First Analogue Productions Pablo Reissue Is a Series of "Trumpet Summit" Outtakes
you won't wonder why this one's first when you hear it
When Norman Granz organized and produced in 1980 The Trumpet Summit Meets The Oscar Peterson Big 4 (Pablo 2312-114), Peterson was fifty five years old, Ray Brown was fifty two, Bobby Durham was forty three, Joe Pass was fifty one, Dizzy Gillespie was the "elder statesman" at sixty three and Freddie Hubbard was the youngster at forty two. By today's age standards none of them were "old", but jazz at that point—at least the kind of jazz these guys made—had fallen out of favor, especially in The United States and major record label executives had little interest in either the music or the musicians.
Fortunately Norman Granz, who had founded Clef, Norgran and Verve, did. He recorded these guys and so many others late in their careers and lives. Other than Clark Terry, who later in life made a pretty good living playing trumpet for Johnny Carson's Tonight Show band and lived to be ninety four, the others died relatively young by today's longevity standards. Dizzy passed in 1993 at seventy five, Peterson in 2007 at eighty two, Brown at seventy five in 2002, Pass at sixty five in 1994, Durham at seventy one in 2008 and Hubbard at seventy in 2008.
We are lucky to have documents like the original Trumpet Summit and this one, released two years later in 1982 and not because Granz was short of material to release or was trying to financially feast on scraps. Instead, as he explains in the liner notes, he felt there was a sufficient number of blues enthusiasts who would greatly appreciate even the four unfinished takes presented here.
These are, as Granz explains, slow blues numbers, or what used to called by the dances at the Savoy "Slow Drag", with each trumpet segment introduced by a different member of the rhythm section. Granz explains that Gillespie and Hubbard settled on an eight bar blues structure but Clark Terry was tied to twelve bar blues so for multiple takes the two forget they were supposed to shift from eight to twelve, which threw off the rhythm section and the takes had to be abandoned. Here you get to hear those earlier takes and what happened as they broke down. It's not painful as these studio and stage-tested veterans break out in laughter.
And as Granz also explains, these guys can do anything with their horns so each take of the basic blues structure, which taken slow sounds much like a burlesque strip-tease soundtrack, is completely different and packed with intricate, virtuosic and often playful blowing by the trio of greats.
Following the alternate takes in which the usually ornate and forward Peterson lays back allowing the horns to dominate is a more straight forward ballad medley of "Here's That Rainy Day", "Gypsy" and "If I Should Lose You."
In an email just the other day a writer for this site asked me for a definition of "swinging". i didn't think of it but i should have told him to get this record and listen to this medley. It swings!
As for the sound here? Demo disc quality IMO for timbral accuracy, sound staging, dynamics, you name it but especially for how the trumpets were recorded and how each horn players' distinct tonal and textural personality is so well captured. The closer, "If I Should Lose You" might be the set's highlight, though it's hardly the showiest piece and there are no low lights. Its melancholic nature reminds us that they are all gone now, and that Gillespie, whose solos on the track stand out, passed away a short thirteen years after this was recorded.
Jazz fans are of course indebted to Norman Granz for all that he did for jazz and for racial justice as well in his life, but there's something very special about this Granz career capper Pablo series that celebrates these jazz "elder statesmen" (though of course most of them played for decades more). The label, which Granz founded the in 1972, was sold to Fantasy fifteen years later. It's taken many decades since for Pablo to be recognized and appreciated. Time only adds to its luster.
Even though it's an outtakes record, The Alternate Blues is a worthy example of what Granz documented when he was also in his early sixties (he passed on in 2001 at eighty three)—capturing to tape veterans still playing in their primes at a time when the then current music scene had moved on.
This Analogue Productions series as well as the Verve series serve as both tributes to Granz's vision and as sources of, in the case of Verve, some of the greatest jazz albums ever produced, and with Pablo as superb sounding documents of still vital later in life jazz artists having a blast in the studio and on stage. Time only increases their luster.
BTW: This and Fitzgerald and Pass Again (mastered by Stan Ricker) of the new Pablo series were previously released as early as 1996 as part of the Analogue Productions "Revival Series" back when only a small number of diehards like Chad Kassem were re-issuing vinyl records and an equal number of consumers were buying and playing them! That was almost thirty years ago and here they are again for another generation or two to enjoy. Some of the others had also been previously reissued at 33 1/3 and 45rpm by Analogue Productions but all of the rest have been freshly recut by the best mastering engineers, whose names you know.
Was this too morbid a review? I hope not!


Write out the entries once more, exactly as they appear.

--- START ---

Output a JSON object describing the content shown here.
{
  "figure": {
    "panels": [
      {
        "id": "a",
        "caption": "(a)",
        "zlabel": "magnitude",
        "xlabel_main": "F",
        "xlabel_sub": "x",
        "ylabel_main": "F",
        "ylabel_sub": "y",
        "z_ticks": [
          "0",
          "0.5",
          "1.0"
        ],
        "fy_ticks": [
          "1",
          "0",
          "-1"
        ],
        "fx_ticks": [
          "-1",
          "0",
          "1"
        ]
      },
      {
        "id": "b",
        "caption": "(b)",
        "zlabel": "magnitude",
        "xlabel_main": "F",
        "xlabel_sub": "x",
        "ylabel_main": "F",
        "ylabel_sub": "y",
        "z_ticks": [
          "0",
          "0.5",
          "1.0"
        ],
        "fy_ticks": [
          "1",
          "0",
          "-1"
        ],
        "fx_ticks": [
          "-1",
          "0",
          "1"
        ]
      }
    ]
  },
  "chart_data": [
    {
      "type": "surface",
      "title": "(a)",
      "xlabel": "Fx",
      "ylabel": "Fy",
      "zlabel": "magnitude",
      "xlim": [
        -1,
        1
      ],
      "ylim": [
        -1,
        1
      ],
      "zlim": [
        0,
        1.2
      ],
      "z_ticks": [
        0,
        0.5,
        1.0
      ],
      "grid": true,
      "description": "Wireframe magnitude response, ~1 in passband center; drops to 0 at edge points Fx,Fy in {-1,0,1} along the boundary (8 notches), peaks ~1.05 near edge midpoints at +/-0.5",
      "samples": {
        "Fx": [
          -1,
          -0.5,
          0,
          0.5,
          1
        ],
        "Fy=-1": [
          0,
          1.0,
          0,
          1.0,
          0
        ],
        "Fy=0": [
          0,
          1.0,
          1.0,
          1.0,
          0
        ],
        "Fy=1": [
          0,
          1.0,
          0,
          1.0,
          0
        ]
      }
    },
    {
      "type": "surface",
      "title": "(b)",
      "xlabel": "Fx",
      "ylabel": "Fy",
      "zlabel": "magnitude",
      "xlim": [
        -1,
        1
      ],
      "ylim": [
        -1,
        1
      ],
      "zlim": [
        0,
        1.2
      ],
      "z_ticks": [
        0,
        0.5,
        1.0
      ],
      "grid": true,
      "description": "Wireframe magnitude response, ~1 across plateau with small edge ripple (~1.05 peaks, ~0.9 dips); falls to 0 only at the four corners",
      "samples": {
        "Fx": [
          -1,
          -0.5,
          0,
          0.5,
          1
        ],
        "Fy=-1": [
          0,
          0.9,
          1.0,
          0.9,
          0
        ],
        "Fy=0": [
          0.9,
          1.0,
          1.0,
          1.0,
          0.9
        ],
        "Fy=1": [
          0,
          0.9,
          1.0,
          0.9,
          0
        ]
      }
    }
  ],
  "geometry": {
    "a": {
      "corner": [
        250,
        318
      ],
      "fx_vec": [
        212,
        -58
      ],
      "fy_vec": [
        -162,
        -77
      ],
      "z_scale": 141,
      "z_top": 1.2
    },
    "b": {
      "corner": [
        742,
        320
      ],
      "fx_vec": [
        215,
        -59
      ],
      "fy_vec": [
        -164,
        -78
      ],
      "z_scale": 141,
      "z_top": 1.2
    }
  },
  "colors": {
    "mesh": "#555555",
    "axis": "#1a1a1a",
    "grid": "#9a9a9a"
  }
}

--- END ---

• Response:
Output a JSON object describing the content shown here.
{
  "figure": {
    "panels": [
      {
        "id": "a",
        "caption": "(a)",
        "zlabel": "magnitude",
        "xlabel_main": "F",
        "xlabel_sub": "x",
        "ylabel_main": "F",
        "ylabel_sub": "y",
        "z_ticks": [
          "0",
          "0.5",
          "1.0"
        ],
        "fy_ticks": [
          "1",
          "0",
          "-1"
        ],
        "fx_ticks": [
          "-1",
          "0",
          "1"
        ]
      },
      {
        "id": "b",
        "caption": "(b)",
        "zlabel": "magnitude",
        "xlabel_main": "F",
        "xlabel_sub": "x",
        "ylabel_main": "F",
        "ylabel_sub": "y",
        "z_ticks": [
          "0",
          "0.5",
          "1.0"
        ],
        "fy_ticks": [
          "1",
          "0",
          "-1"
        ],
        "fx_ticks": [
          "-1",
          "0",
          "1"
        ]
      }
    ]
  },
  "chart_data": [
    {
      "type": "surface",
      "title": "(a)",
      "xlabel": "Fx",
      "ylabel": "Fy",
      "zlabel": "magnitude",
      "xlim": [
        -1,
        1
      ],
      "ylim": [
        -1,
        1
      ],
      "zlim": [
        0,
        1.2
      ],
      "z_ticks": [
        0,
        0.5,
        1.0
      ],
      "grid": true,
      "description": "Wireframe magnitude response, ~1 in passband center; drops to 0 at edge points Fx,Fy in {-1,0,1} along the boundary (8 notches), peaks ~1.05 near edge midpoints at +/-0.5",
      "samples": {
        "Fx": [
          -1,
          -0.5,
          0,
          0.5,
          1
        ],
        "Fy=-1": [
          0,
          1.0,
          0,
          1.0,
          0
        ],
        "Fy=0": [
          0,
          1.0,
          1.0,
          1.0,
          0
        ],
        "Fy=1": [
          0,
          1.0,
          0,
          1.0,
          0
        ]
      }
    },
    {
      "type": "surface",
      "title": "(b)",
      "xlabel": "Fx",
      "ylabel": "Fy",
      "zlabel": "magnitude",
      "xlim": [
        -1,
        1
      ],
      "ylim": [
        -1,
        1
      ],
      "zlim": [
        0,
        1.2
      ],
      "z_ticks": [
        0,
        0.5,
        1.0
      ],
      "grid": true,
      "description": "Wireframe magnitude response, ~1 across plateau with small edge ripple (~1.05 peaks, ~0.9 dips); falls to 0 only at the four corners",
      "samples": {
        "Fx": [
          -1,
          -0.5,
          0,
          0.5,
          1
        ],
        "Fy=-1": [
          0,
          0.9,
          1.0,
          0.9,
          0
        ],
        "Fy=0": [
          0.9,
          1.0,
          1.0,
          1.0,
          0.9
        ],
        "Fy=1": [
          0,
          0.9,
          1.0,
          0.9,
          0
        ]
      }
    }
  ],
  "geometry": {
    "a": {
      "corner": [
        250,
        318
      ],
      "fx_vec": [
        212,
        -58
      ],
      "fy_vec": [
        -162,
        -77
      ],
      "z_scale": 141,
      "z_top": 1.2
    },
    "b": {
      "corner": [
        742,
        320
      ],
      "fx_vec": [
        215,
        -59
      ],
      "fy_vec": [
        -164,
        -78
      ],
      "z_scale": 141,
      "z_top": 1.2
    }
  },
  "colors": {
    "mesh": "#555555",
    "axis": "#1a1a1a",
    "grid": "#9a9a9a"
  }
}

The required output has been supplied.